When that was done, John being away, I was left to take down the low rock wall and pull out those damn roots, to carefully dig around the trees and, trying not to disturb their roots, remove as much as I could of this noxious weed.

Plants that were too invaded with this scourge I heaved into the wheelbarrow and planted along our roadside: hostas, iris and day lilies all with close-knit tubers and hardy enough to ignore that snaking root in their midst. They are doing well and promise blossoms in their new habitat.

Now I am deep forking over the empty bed finding rocks and ever more of the weed. I often resort to lying down in the dirt with a hand hoe and carefully yanking it out, trying to leave no piece behind. Impossible! Then I gather the bits of root into a bucket. How many buckets of Aegopodium podagraria have been dumped deep into our woods? I have lost count. I could have made a fortune selling it -- but I wouldn’t wish it on any unsuspecting gardener.

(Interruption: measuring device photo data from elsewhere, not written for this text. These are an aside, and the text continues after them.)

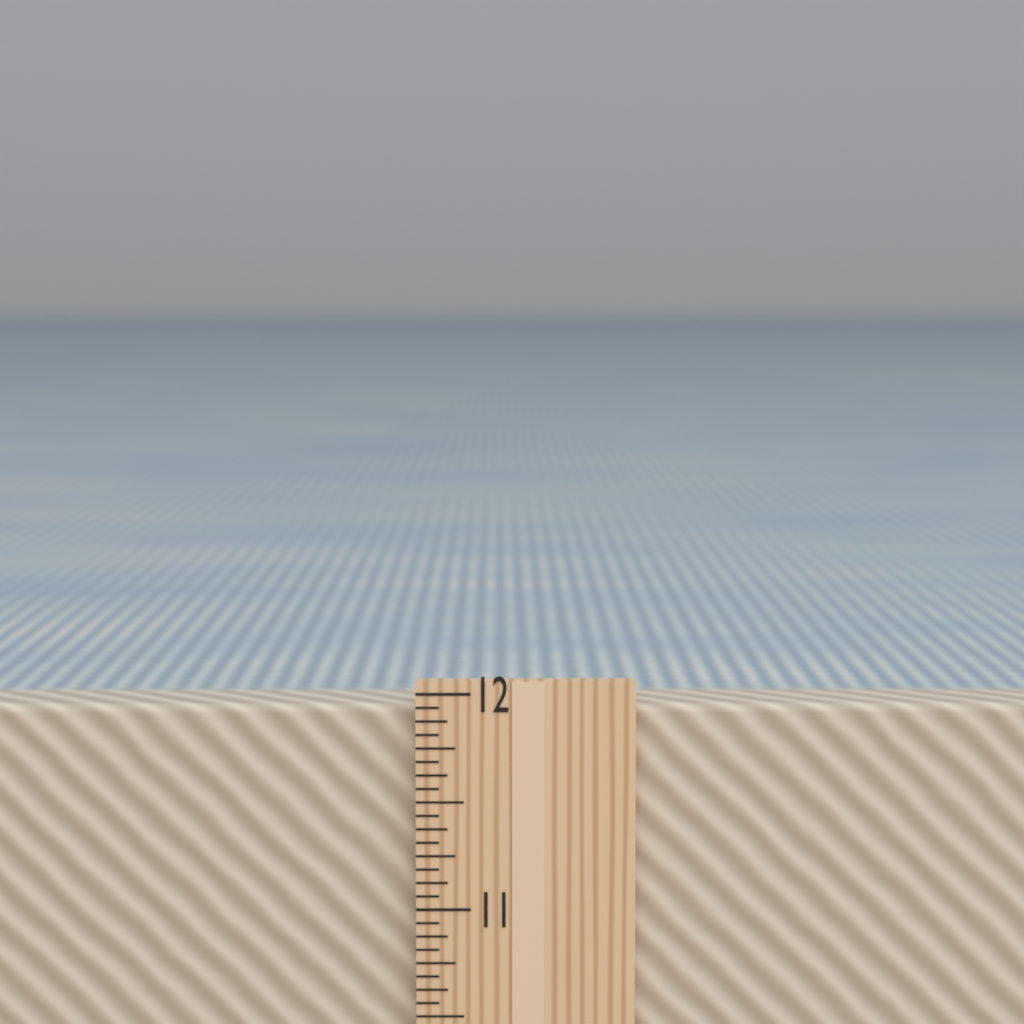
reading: 11.9375 in
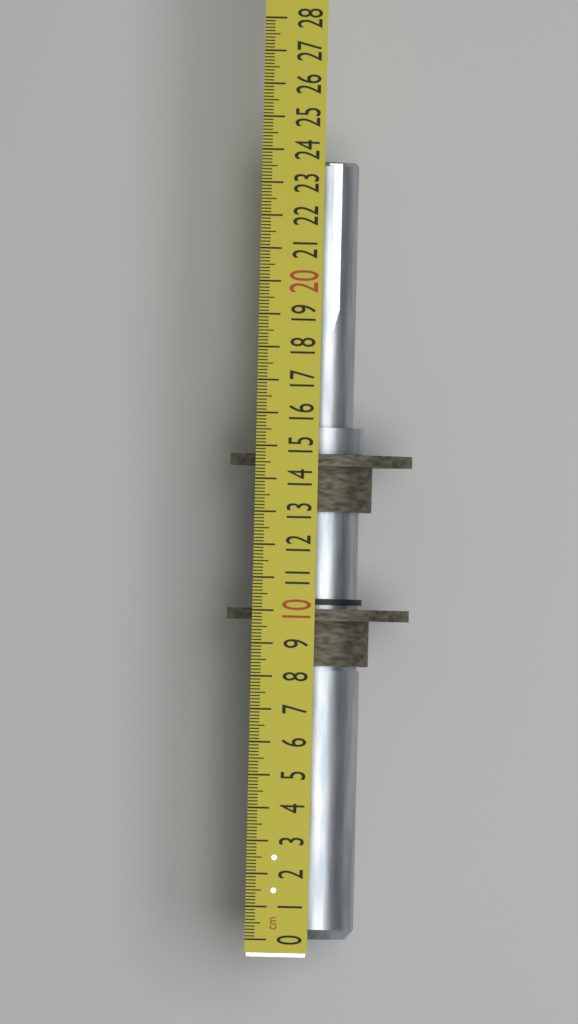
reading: 23.7 cm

As I lie in the now empty bed, I’ve been thinking about the insidiousness of this root. To me it is like the manifestation of unpleasant memories. No matter how hard I try to not dwell on things that have happened to depress me, that remind me of sad times, or make me think uncharitable thoughts; like this root, I’ll never get rid of them completely. There will always be a little bit of root, buried somewhere, and unless I keep an eye out for it, it will take over again.

After 28 years in arts management, Judy Staber retired last year to write and tend her garden. Born into a theatrical family, she grew up at The Actors' Orphanage in England. She has written a memoir about her childhood and is currently working on a biography of her mother and father and their lives in the theater in England and America.